Nov. 30, 1995
Dear John, Karin, Christian and Inga
The ritual of Christmas baking has begun. Like most rituals it has begun slowly.
DC made gingerbread men and a gingerbread house. Our own house smelled otherworldly for days, the way you imagine Mrs. Claus' would.
The gingerbread house is a sight: wafer cookies for windows, a gumdrop sidewalk, a sleigh made of licorice, all topped off by a lovely thatch of snow made from Cool Whip and coconut. Turns out, Cool Whip hardens beautifully and won't fall off. It's the perfect dessert topping/adhesive.
The snowman made of instant mashed potatoes didn't fare as well. Maybe sugar is the secret ingredient here.

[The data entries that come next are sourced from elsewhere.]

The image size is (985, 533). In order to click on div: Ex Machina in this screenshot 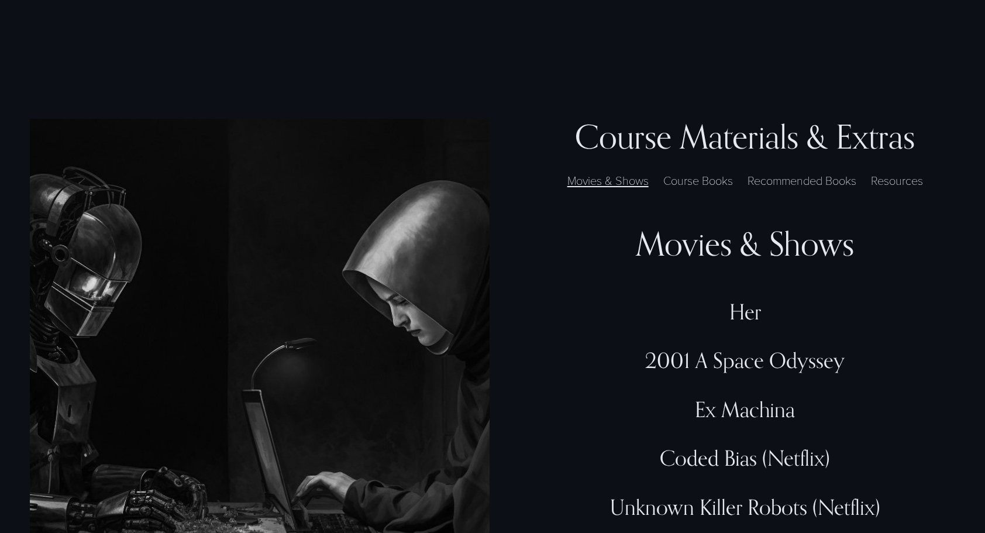, I will do `click(745, 409)`.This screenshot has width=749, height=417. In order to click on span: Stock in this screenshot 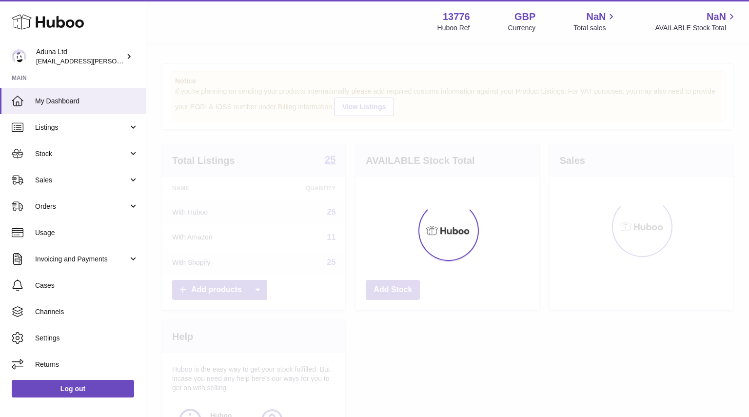, I will do `click(81, 154)`.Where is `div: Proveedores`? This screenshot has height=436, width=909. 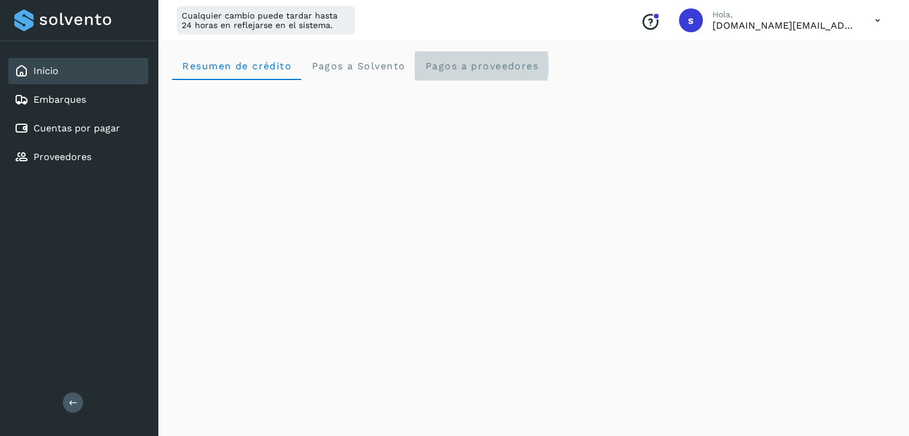
div: Proveedores is located at coordinates (78, 157).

The gingerbread men, all 280 of them, would have been almost perfect except that the molasses in the gingerbread laid a bit heavy on the tongue. Gingerbread men make good dog biscuits.
Nieces and nephews and my brother's girlfriend's son Dominick were in town for the holiday. We had most of them over for a bunking party with popcorn and sodas and a movie. Stayed up until 1 a.m. watching "Three Ninjas," a film about three all-American teen-age brothers who save a cute girl's Native American environmentalist father from being tortured by bad guys with bad haircuts.
They accomplish this by endlessly beating up the bad guys in pizza parlors and junk yards. Dominick loved it. The girls groaned and played with the puppies. DC fell asleep.
The lesson the boys learned from their wizened Chinese (?!) grandfather was to use their ninja abilities not for their own glory but to help others. The lesson I learned was: If you've seen 15 minutes of one ninja movie you've seen them all.
The kids had such fun helping DC decorate the gingerbread house that I think they forgave us for the bad night at the movies.
Amid all this life, DC's blue and yellow parakeet died. Just dropped dead one morning. It was too beautiful to bury, she said, so the parakeet lay in state in one of the outdoor planters until the puppies discovered it. Then it had a proper burial.
We went to the Christmas parade with DC's parents and our friend Judy. My parents were in the parade, playing "White Christmas" on the back of a flatbed truck loping along somewhere among the marching band, the Harleys, firetrucks festooned with lights and the church groups singing "Silent Night." It was surreal to wave at them like all the other parade-watchers.
Afterward, all of us had dinner together in the same restaurant where we dined together after last year's parade.
Quickly, the parade and post-parade dinner almost have become a tradition, a step away from ascending to a Christmas ritual. All of it as sweet to me as the smell of gingerbread.
Love, Sam
~Sam Blackwell is a staff writer for the Southeast Missourian.